True Confessions (non horror review)

A weird closing Easter choice. I picked it because it had a lot to do with Catholicism, though I'm not Catholic and how the Church is featured in the film deals with shady Durning, a prostitute found cut in two pieces, an LA cop (Robert Duvall), the cop's high-ranking Monsignor brother (Robert DeNiro), and a priest found dead at a cathouse from heart failure.


There's a lot of hinky activity in the film, a sort of ugly symbiosis often entangling the Church, the police, and body politic. DeNiro tells Burgess Meredith (a fellow priest) he has to accumulate and wield power in order for their churches to be built and souls to be saved. Doing that means DeNiro must often do business with the likes of Durning. Flanders, and Corley...but Durning is the one DeNiro is tired of being associated with the most due to his rampant corruption.


The pacing and development of the story are curious. Like there are interludes that really slow the film such as the brothers visiting their mother (Nolan; I know her from The Twilight Zone), DeNiro returning from golfing to his bedroom, and the complete Catholic ceremony where Durning weds his child away as DeNiro foreseen the whole grandiose affair at the opening of the film after he's much older in a desert church dying of clogged arteries while being visited by his equally older brother. The screenplay really cares a lot about adding extra details to the brothers, while the big story (tied by what would appear to be multiple stories) often seems less interesting to the director and writer. The big story is very noirish, for sure, but I never felt it was as crucial to the writer and director as the brothers' moral quandaries and how to navigate around so much human rot.


I think the problem I have with the film is there is a lacking intensity in the story...but I realize that the entirety of the Catholic Church's involvement, however uncomfortable and complex, was important to the writing of the screenplay. We have this scene where the Cardinal wants Meredith replaced with a younger pastor and DeNiro gaining a higher position, as Meredith requests being sent to the desert...the same desert parish of St. Mary's Duvall finds his brother at the very beginning of the film.


But this just isn't paced with energy, punch, or vigor. That just isn't the film's personality. I admit that I sort of grew weary because of that. Still, any film with DeNiro, Duvall, Durning, Meredith, and McMillan in it can't be all bad, can it? You know, though, it was Rose Gregorio as a cathouse madam who tires of LA and all its ugliness, with a long history with Duvall, I thought came out of the film the best. DeNiro is very muted, reserved, and analytical while Duvall has that darkside to him that he tries to keep in check while doing his best to still be a decent cop despite riding that line of dark and light. The 40s LA lingo among cops was neat, and my favorite scene is probably an argument over how many stretchers are needed to carry the upper and lower torso of a dead prostitute while Duvall and McMillan try to keep their tempers down at location of the main crime. The most intense moments are between Durning and Duvall...I do wish there was more of that.


The most chilling scene is when Duvall locates the stag film warehouse where the murder and splitting of the body took place. It's a bloody mess.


◆ Task item: An unchanged copy of each entry below is needed; keep the pictures out of it.

(Collected data)
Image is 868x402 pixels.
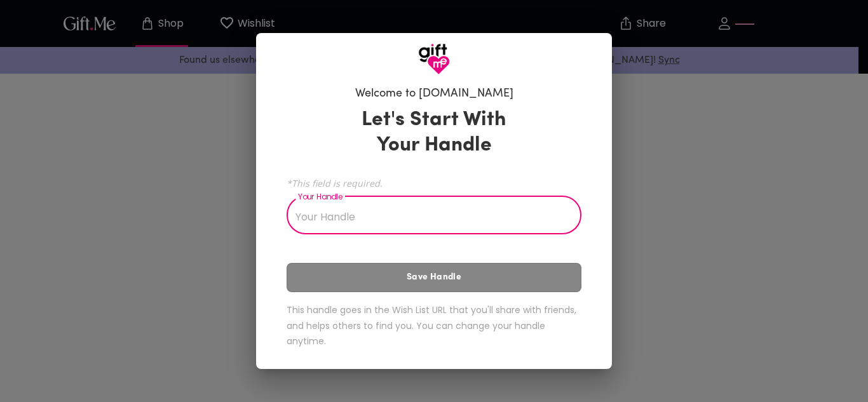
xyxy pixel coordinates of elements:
[418,43,449,75] img: GiftMe Logo
[346,107,522,158] h3: Let's Start With Your Handle
[355,86,514,102] h6: Welcome to [DOMAIN_NAME]
[287,303,581,349] h6: This handle goes in the Wish List URL that you'll share with friends, and helps others to find yo...
[287,177,581,189] span: *This field is required.
[287,199,567,234] input: Your Handle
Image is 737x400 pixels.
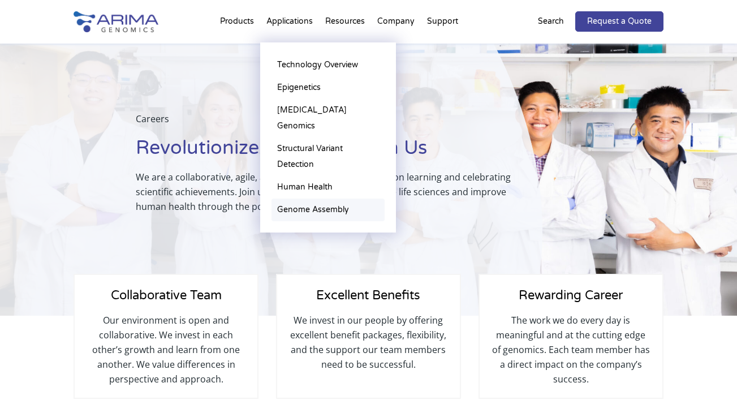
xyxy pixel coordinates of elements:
[136,135,515,170] h1: Revolutionize Genomics with Us
[136,111,515,135] p: Careers
[111,288,222,303] span: Collaborative Team
[538,14,564,29] p: Search
[491,313,651,386] p: The work we do every day is meaningful and at the cutting edge of genomics. Each team member has ...
[74,11,158,32] img: Arima-Genomics-logo
[136,170,515,214] p: We are a collaborative, agile, and inclusive team that thrives on learning and celebrating scient...
[519,288,623,303] span: Rewarding Career
[272,54,385,76] a: Technology Overview
[316,288,420,303] span: Excellent Benefits
[272,99,385,137] a: [MEDICAL_DATA] Genomics
[272,176,385,199] a: Human Health
[272,137,385,176] a: Structural Variant Detection
[272,199,385,221] a: Genome Assembly
[575,11,664,32] a: Request a Quote
[86,313,246,386] p: Our environment is open and collaborative. We invest in each other’s growth and learn from one an...
[272,76,385,99] a: Epigenetics
[289,313,449,372] p: We invest in our people by offering excellent benefit packages, flexibility, and the support our ...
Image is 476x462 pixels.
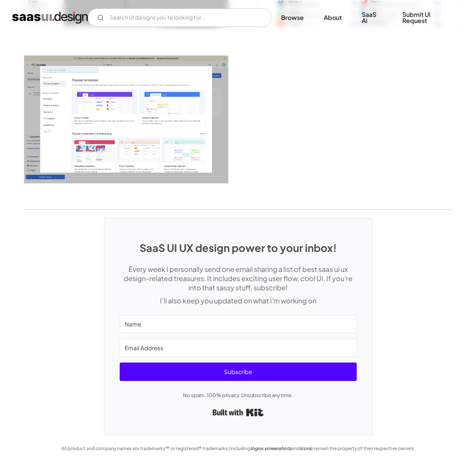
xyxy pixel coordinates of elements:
em: logos [250,445,263,451]
form: Email Form [88,8,272,27]
p: Every week I personally send one email sharing a list of best saas ui ux design-related treasures... [119,265,357,292]
a: home [12,12,88,24]
img: 6423d09fae83383e55bdc987_Airtable%20Templates.png [24,56,228,183]
a: Browse [272,9,313,26]
p: I’ll also keep you updated on what I'm working on [119,296,357,305]
a: Submit UI Request [394,6,464,29]
a: SaaS Ai [353,6,392,29]
div: All product and company names are trademarks™ or registered® trademarks (including , and ) remain... [58,443,418,453]
input: Name [119,315,357,333]
a: About [315,9,351,26]
button: Subscribe [119,362,357,381]
a: Built with Kit [213,405,264,419]
input: Email Address [119,339,357,357]
p: No spam. 100% privacy. Unsubscribe any time. [119,390,357,399]
h1: SaaS UI UX design power to your inbox! [119,242,357,254]
a: open lightbox [24,56,228,183]
em: screenshots [265,445,291,451]
input: Search UI designs you're looking for... [88,8,272,27]
em: icons [300,445,312,451]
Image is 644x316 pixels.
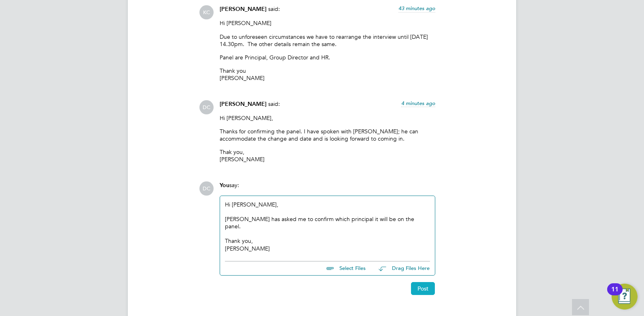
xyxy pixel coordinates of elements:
[220,19,435,26] p: Hi [PERSON_NAME]
[220,148,435,163] p: Thak you, [PERSON_NAME]
[220,128,435,142] p: Thanks for confirming the panel. I have spoken with [PERSON_NAME]; he can accommodate the change ...
[225,215,430,230] div: [PERSON_NAME] has asked me to confirm which principal it will be on the panel.
[220,114,435,121] p: Hi [PERSON_NAME],
[220,54,435,61] p: Panel are Principal, Group Director and HR.
[225,237,430,244] div: Thank you,
[220,33,435,48] p: Due to unforeseen circumstances we have to rearrange the interview until [DATE] 14.30pm. The othe...
[411,282,435,295] button: Post
[199,5,214,19] span: KC
[372,260,430,277] button: Drag Files Here
[268,5,280,13] span: said:
[225,201,430,252] div: Hi [PERSON_NAME],
[220,181,435,196] div: say:
[611,290,619,300] div: 11
[199,181,214,196] span: DC
[225,245,430,252] div: [PERSON_NAME]
[612,283,638,309] button: Open Resource Center, 11 new notifications
[220,67,435,82] p: Thank you [PERSON_NAME]
[220,182,229,188] span: You
[199,100,214,114] span: DC
[220,6,267,13] span: [PERSON_NAME]
[268,100,280,108] span: said:
[220,101,267,108] span: [PERSON_NAME]
[401,100,435,107] span: 4 minutes ago
[399,5,435,12] span: 43 minutes ago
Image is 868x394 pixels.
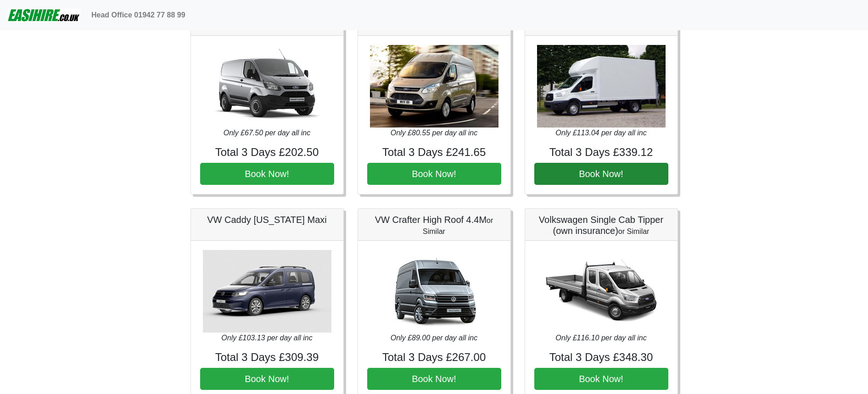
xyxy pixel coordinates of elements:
[534,146,668,159] h4: Total 3 Days £339.12
[618,228,650,235] small: or Similar
[367,215,501,237] h5: VW Crafter High Roof 4.4M
[367,146,501,159] h4: Total 3 Days £241.65
[367,368,501,390] button: Book Now!
[370,250,499,333] img: VW Crafter High Roof 4.4M
[200,351,334,364] h4: Total 3 Days £309.39
[555,129,646,137] i: Only £113.04 per day all inc
[537,45,665,128] img: Volkswagen Crafter Luton
[423,217,493,235] small: or Similar
[91,11,186,19] b: Head Office 01942 77 88 99
[390,129,477,137] i: Only £80.55 per day all inc
[203,45,331,128] img: Volkswagen Transporter
[367,351,501,364] h4: Total 3 Days £267.00
[534,163,668,185] button: Book Now!
[221,334,312,342] i: Only £103.13 per day all inc
[534,351,668,364] h4: Total 3 Days £348.30
[555,334,646,342] i: Only £116.10 per day all inc
[200,146,334,159] h4: Total 3 Days £202.50
[370,45,499,128] img: Volkswagen Crafter LWB
[203,250,331,333] img: VW Caddy California Maxi
[200,215,334,225] h5: VW Caddy [US_STATE] Maxi
[8,6,81,25] img: easihire_logo_small.png
[390,334,477,342] i: Only £89.00 per day all inc
[223,129,310,137] i: Only £67.50 per day all inc
[534,215,668,237] h5: Volkswagen Single Cab Tipper (own insurance)
[537,250,665,333] img: Volkswagen Single Cab Tipper (own insurance)
[200,368,334,390] button: Book Now!
[87,6,189,25] a: Head Office 01942 77 88 99
[200,163,334,185] button: Book Now!
[367,163,501,185] button: Book Now!
[534,368,668,390] button: Book Now!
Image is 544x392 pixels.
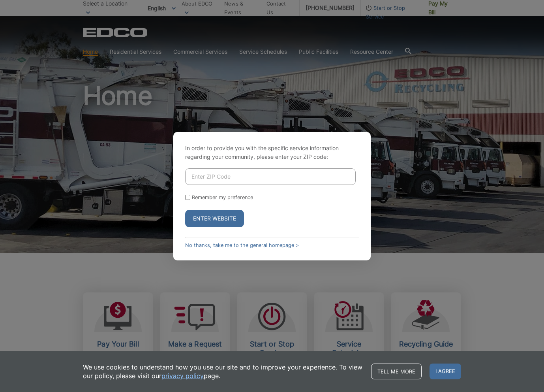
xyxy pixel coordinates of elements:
a: Tell me more [371,364,422,379]
p: In order to provide you with the specific service information regarding your community, please en... [185,143,359,161]
span: I agree [429,364,461,379]
p: We use cookies to understand how you use our site and to improve your experience. To view our pol... [83,363,364,380]
a: No thanks, take me to the general homepage > [185,242,299,248]
input: Enter ZIP Code [185,168,356,185]
button: Enter Website [185,210,244,227]
a: privacy policy [161,371,204,380]
label: Remember my preference [192,195,253,200]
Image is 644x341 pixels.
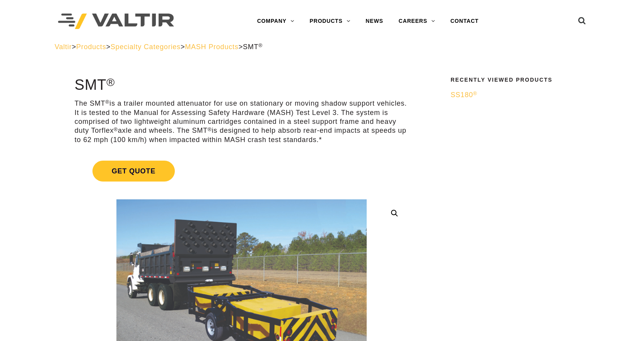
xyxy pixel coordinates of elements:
[450,91,477,99] span: SS180
[473,90,477,96] sup: ®
[358,14,391,29] a: NEWS
[105,99,110,105] sup: ®
[93,161,175,181] span: Get Quote
[54,43,72,51] a: Valtir
[450,77,584,83] h2: Recently Viewed Products
[302,14,358,29] a: PRODUCTS
[75,151,408,191] a: Get Quote
[106,76,115,88] sup: ®
[75,99,408,144] p: The SMT is a trailer mounted attenuator for use on stationary or moving shadow support vehicles. ...
[76,43,106,51] a: Products
[54,42,589,52] div: > > > >
[391,14,443,29] a: CAREERS
[114,126,118,132] sup: ®
[250,14,302,29] a: COMPANY
[442,14,486,29] a: CONTACT
[243,43,262,51] span: SMT
[185,43,238,51] a: MASH Products
[75,77,408,93] h1: SMT
[450,90,584,100] a: SS180®
[110,43,181,51] a: Specialty Categories
[58,14,174,29] img: Valtir
[208,126,212,132] sup: ®
[258,42,262,48] sup: ®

◆ Solved exercise:
Image is 868x402 pixels.
xyxy pixel coordinates of elements:
[418,43,449,75] img: GiftMe Logo
[346,107,522,158] h3: Let's Start With Your Handle
[355,86,514,102] h6: Welcome to [DOMAIN_NAME]
[287,303,581,349] h6: This handle goes in the Wish List URL that you'll share with friends, and helps others to find yo...
[287,177,581,189] span: *This field is required.
[287,199,567,234] input: Your Handle
Image is 737x400 pixels.
xyxy pixel coordinates of elements:
[136,135,515,170] h1: Revolutionize Genomics with Us
[136,111,515,135] p: Careers
[111,288,222,303] span: Collaborative Team
[538,14,564,29] p: Search
[491,313,651,386] p: The work we do every day is meaningful and at the cutting edge of genomics. Each team member has ...
[74,11,158,32] img: Arima-Genomics-logo
[136,170,515,214] p: We are a collaborative, agile, and inclusive team that thrives on learning and celebrating scient...
[519,288,623,303] span: Rewarding Career
[272,54,385,76] a: Technology Overview
[316,288,420,303] span: Excellent Benefits
[272,99,385,137] a: [MEDICAL_DATA] Genomics
[272,176,385,199] a: Human Health
[272,137,385,176] a: Structural Variant Detection
[272,199,385,221] a: Genome Assembly
[575,11,664,32] a: Request a Quote
[86,313,246,386] p: Our environment is open and collaborative. We invest in each other’s growth and learn from one an...
[272,76,385,99] a: Epigenetics
[289,313,449,372] p: We invest in our people by offering excellent benefit packages, flexibility, and the support our ...
Image is 476x462 pixels.
xyxy pixel coordinates of elements:
em: logos [250,445,263,451]
form: Email Form [88,8,272,27]
p: Every week I personally send one email sharing a list of best saas ui ux design-related treasures... [119,265,357,292]
a: home [12,12,88,24]
img: 6423d09fae83383e55bdc987_Airtable%20Templates.png [24,56,228,183]
a: Browse [272,9,313,26]
p: I’ll also keep you updated on what I'm working on [119,296,357,305]
a: Submit UI Request [394,6,464,29]
a: SaaS Ai [353,6,392,29]
div: All product and company names are trademarks™ or registered® trademarks (including , and ) remain... [58,443,418,453]
input: Name [119,315,357,333]
a: About [315,9,351,26]
button: Subscribe [119,362,357,381]
a: Built with Kit [213,405,264,419]
input: Email Address [119,339,357,357]
p: No spam. 100% privacy. Unsubscribe any time. [119,390,357,399]
h1: SaaS UI UX design power to your inbox! [119,242,357,254]
a: open lightbox [24,56,228,183]
em: screenshots [265,445,291,451]
input: Search UI designs you're looking for... [88,8,272,27]
em: icons [300,445,312,451]
Image is 644x316 pixels.
xyxy pixel coordinates of elements:
[220,19,435,26] p: Hi [PERSON_NAME]
[220,148,435,163] p: Thak you, [PERSON_NAME]
[220,128,435,142] p: Thanks for confirming the panel. I have spoken with [PERSON_NAME]; he can accommodate the change ...
[225,215,430,230] div: [PERSON_NAME] has asked me to confirm which principal it will be on the panel.
[220,114,435,121] p: Hi [PERSON_NAME],
[220,54,435,61] p: Panel are Principal, Group Director and HR.
[225,237,430,244] div: Thank you,
[220,33,435,48] p: Due to unforeseen circumstances we have to rearrange the interview until [DATE] 14.30pm. The othe...
[411,282,435,295] button: Post
[199,5,214,19] span: KC
[372,260,430,277] button: Drag Files Here
[268,5,280,13] span: said:
[225,201,430,252] div: Hi [PERSON_NAME],
[220,181,435,196] div: say:
[611,290,619,300] div: 11
[199,181,214,196] span: DC
[225,245,430,252] div: [PERSON_NAME]
[612,283,638,309] button: Open Resource Center, 11 new notifications
[220,67,435,82] p: Thank you [PERSON_NAME]
[220,182,229,188] span: You
[199,100,214,114] span: DC
[220,6,267,13] span: [PERSON_NAME]
[268,100,280,108] span: said:
[220,101,267,108] span: [PERSON_NAME]
[401,100,435,107] span: 4 minutes ago
[399,5,435,12] span: 43 minutes ago
Image is 868x394 pixels.
xyxy pixel coordinates of elements:
[534,146,668,159] h4: Total 3 Days £339.12
[618,228,650,235] small: or Similar
[367,215,501,237] h5: VW Crafter High Roof 4.4M
[367,146,501,159] h4: Total 3 Days £241.65
[367,368,501,390] button: Book Now!
[370,250,499,333] img: VW Crafter High Roof 4.4M
[200,351,334,364] h4: Total 3 Days £309.39
[555,129,646,137] i: Only £113.04 per day all inc
[537,45,665,128] img: Volkswagen Crafter Luton
[423,217,493,235] small: or Similar
[91,11,186,19] b: Head Office 01942 77 88 99
[390,129,477,137] i: Only £80.55 per day all inc
[203,45,331,128] img: Volkswagen Transporter
[367,351,501,364] h4: Total 3 Days £267.00
[534,163,668,185] button: Book Now!
[221,334,312,342] i: Only £103.13 per day all inc
[534,351,668,364] h4: Total 3 Days £348.30
[555,334,646,342] i: Only £116.10 per day all inc
[200,146,334,159] h4: Total 3 Days £202.50
[370,45,499,128] img: Volkswagen Crafter LWB
[203,250,331,333] img: VW Caddy California Maxi
[200,215,334,225] h5: VW Caddy [US_STATE] Maxi
[8,6,81,25] img: easihire_logo_small.png
[390,334,477,342] i: Only £89.00 per day all inc
[223,129,310,137] i: Only £67.50 per day all inc
[534,215,668,237] h5: Volkswagen Single Cab Tipper (own insurance)
[537,250,665,333] img: Volkswagen Single Cab Tipper (own insurance)
[200,368,334,390] button: Book Now!
[87,6,189,25] a: Head Office 01942 77 88 99
[200,163,334,185] button: Book Now!
[367,163,501,185] button: Book Now!
[534,368,668,390] button: Book Now!
Image is 544x392 pixels.
xyxy pixel coordinates of elements:
a: Tell me more [371,364,422,379]
p: In order to provide you with the specific service information regarding your community, please en... [185,143,359,161]
span: I agree [429,364,461,379]
p: We use cookies to understand how you use our site and to improve your experience. To view our pol... [83,363,364,380]
a: No thanks, take me to the general homepage > [185,242,299,248]
input: Enter ZIP Code [185,168,356,185]
button: Enter Website [185,210,244,227]
a: privacy policy [161,371,204,380]
label: Remember my preference [192,195,253,200]
Image is 644x341 pixels.
xyxy pixel coordinates of elements:
[450,91,477,99] span: SS180
[473,90,477,96] sup: ®
[358,14,391,29] a: NEWS
[105,99,110,105] sup: ®
[93,161,175,181] span: Get Quote
[54,43,72,51] a: Valtir
[450,77,584,83] h2: Recently Viewed Products
[302,14,358,29] a: PRODUCTS
[75,151,408,191] a: Get Quote
[106,76,115,88] sup: ®
[75,99,408,144] p: The SMT is a trailer mounted attenuator for use on stationary or moving shadow support vehicles. ...
[76,43,106,51] a: Products
[54,42,589,52] div: > > > >
[391,14,443,29] a: CAREERS
[114,126,118,132] sup: ®
[250,14,302,29] a: COMPANY
[442,14,486,29] a: CONTACT
[243,43,262,51] span: SMT
[185,43,238,51] a: MASH Products
[75,77,408,93] h1: SMT
[450,90,584,100] a: SS180®
[110,43,181,51] a: Specialty Categories
[58,14,174,29] img: Valtir
[208,126,212,132] sup: ®
[258,42,262,48] sup: ®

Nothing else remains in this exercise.